SW show that the EK estimator is biased. This is because the sample of disaggregate
prices is only a subset of all prices. Since the estimated trade barrier is only a lower bound
to the true trade barrier, a smaller sample of prices leads to a lower estimate of τij and,
hence, a higher estimate of 1ρEK
. SW propose a simulated method of moments estimator to
correct for the bias.
The SW methodology is as follows. Start with an arbitrary value of θ. Simulate marginal
costs for all countries for a large number of goods as a function of θ. Compute the bilateral
trade shares πij and prices pi(x). Use a subset of the simulated prices and apply the EK
methodology to obtain a biased estimate of θ, call it ρ(θ). Iterate on θ until ρEK = ρ(θ) to
uncover the true θ.
41
The first step is to parameterize the distribution from which marginal costs are drawn.
This step requires exploiting the structure of the model. The model implies that
logπij
πii
= Fj − Fi −1
θlog(τij), (C.9)
where Fi ≡ log d−1/θi λi. The Fi governs the distribution of marginal costs in country i. In
order to estimate these, SW use a parsimonious gravity specification for trade barriers:
log τij = distk + brdrij + exj + εij. (C.10)
The coefficient distk is the effect of distance between countries i and j lying in the kth
distance interval.6 The coefficient brdrij is the effect of countries i and j having a shared
border. The term exj is a country-specific exporter fixed effect. Finally, εij is a residual
that captures impediments to trade that are orthogonal to the other terms. Combining the
gravity specification with equation C.9, SW use ordinary least squares to estimate Fi for
each country and bilateral trade barriers for all countries.
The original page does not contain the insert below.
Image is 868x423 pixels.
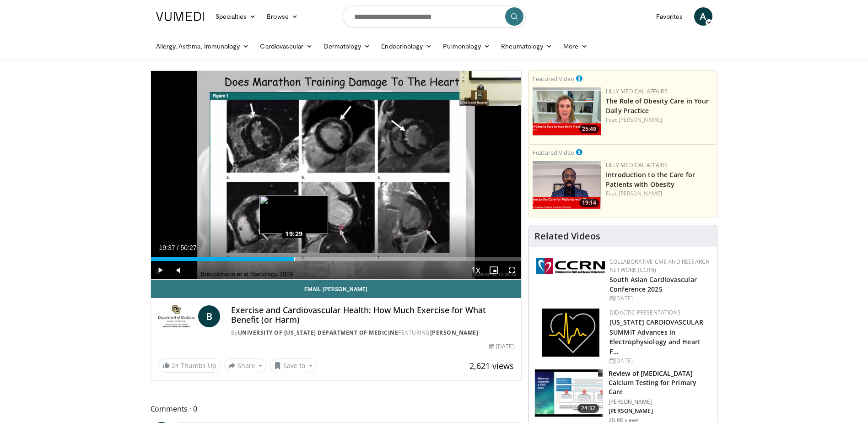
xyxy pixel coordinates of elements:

The second step is to simulate prices for every good in the “continuum” in every coun-
try. Recall that pij(x) = τijdj
zj(x), where zj is country j’s productivity. Instead of simulating
these productivities, SW show how to simulate the inverse marginal costs, imcj = zj(x)/dj.
In particular, they show that the inverse marginal cost has the following distribution:
F (imci) = exp(−Fiimc−1/θi ), where Fi = exp(Fi). They discretize the grid to 150,000
goods and simulate the inverse marginal costs for each good in each country. Combining the
simulated inverse marginal costs with the estimated trade barriers, they find the least-cost
supplier for every country and every good and then construct country-specific prices as well
as bilateral trade shares.
The third step is to obtain a biased estimate of θ using the simulated prices. Choose X to
be a subset of the 150,000 prices such thatX contains the same number of disaggregate prices
as in the data. Call that estimate 1ρs(θ)
. Then perform s = 100 simulations. Finally, choose a
value for θ such that the average “biased” estimate of 1θfrom simulated prices is sufficiently
close to the biased estimate obtained from the observed prices – that is, 1100
∑s ρs(θ) = ρEK .
One caveat is that the number of disaggregate price categories that fall under producer
durables is small. Therefore, we also include consumer durables to expand the sample size.
6The distance intervals are measured in miles using the great circle method: [0,375); [375,750); [750,1500);[1500,3000); [3000,6000); and [6000,max).